Chelle wiped her nose and looked up at me. Her eyes shined with crystaline tears. "Aside from the Telas, not much. Until he was busted, everybody liked him."
I turned my gaze to Mabel Syrup. The old woman lay in a similar position, locked in an eternal rigor mortis. "And that doesn't explain why the restaurant lady died too."
Archie paced the room with his triumphant and iconic limp. "Perhaps, my dear Jacqueline," he said to me. "You are looking at this through your own prison cell: the metal bars of your own mind. Liberate yourself from your mental lock and think–who could want both of them dead. What did they have in common?"
I thought back to the one factor that tied two very different people together in an indelible knot. It was that horned creature. Both of them had that creature displayed somewhere like a trophy for the world's most unfortunate mug. And Olive said she saw similar creatures in other mansions. The devotion to this sinister fiend. It seemed…almost cultish."
"Child's play!" I said with a smile."Mica Angelo and Mabel Syrup were both in a cult!"
Archie's bright and childish grin flashed in a delighted arc. "Bingo bongo, my protege! And what a curious cult it is!"
"Cult or not," said the chief as she lit the end of a cigar. "Doesn't explain how they died. There was no sign of struggle or any markings on their bodies. It's still not clear if this was a suicide or a homicide.
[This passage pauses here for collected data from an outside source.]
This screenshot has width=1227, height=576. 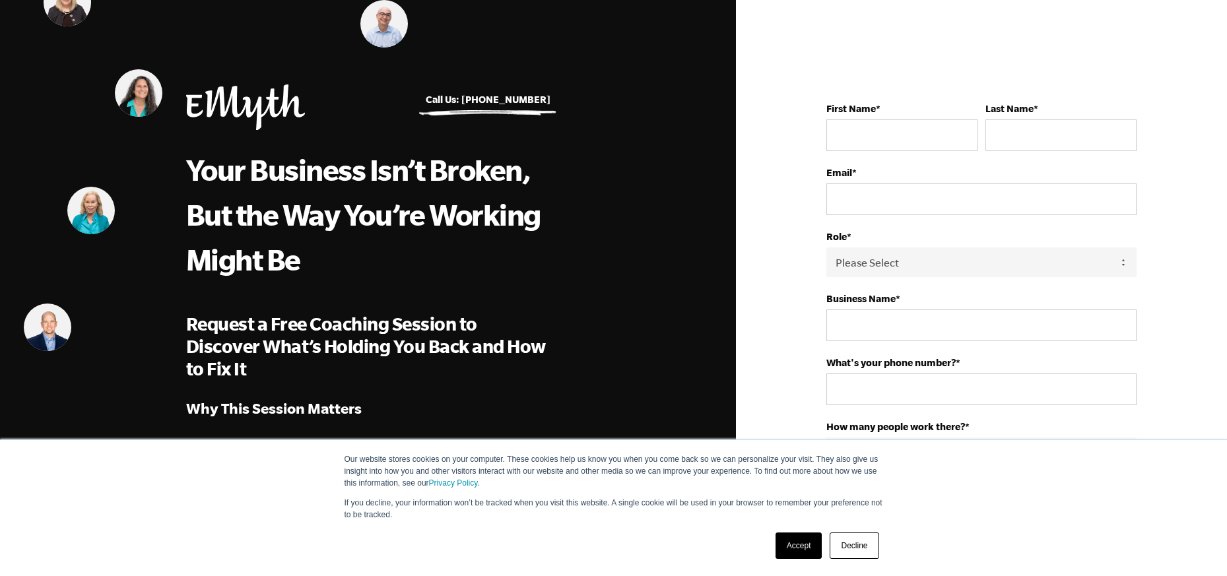 I want to click on strong: Business Name, so click(x=860, y=298).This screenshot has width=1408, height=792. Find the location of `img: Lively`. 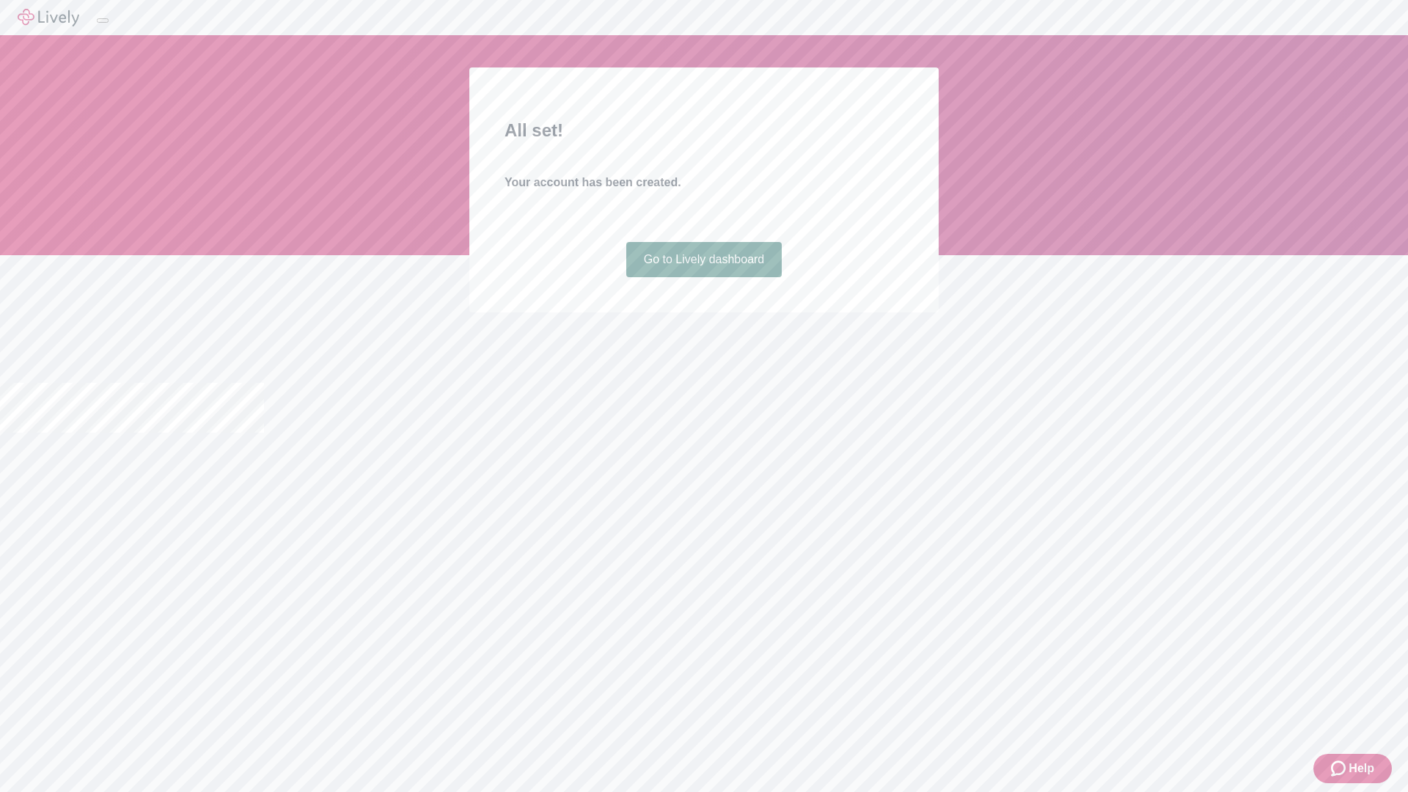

"Or an 'I can't Decide!'" Archie exclaimed.
The chief glared at him. "If wordplay were a crime, you'd be a master criminal, Mr. Bald."
"Or a master wordsmith!" my professor remarked.
"Well," I said, pulling out my vape. "Were the two guards really the only ones here?"
"Them," the chief said. "And the warden, but he had already gone home by then."
I looked into the cells again. The fallen victims' pupils were dilated in the shape of question marks again. And this time they punctuated the mystery of their demise.
There was nothing more I could do tonight, but sleep on it. I hoped desperately for a lead or at least a kick from the outside. When I went to Enigma Academy the next day, however, I truly got a kick in the head instead.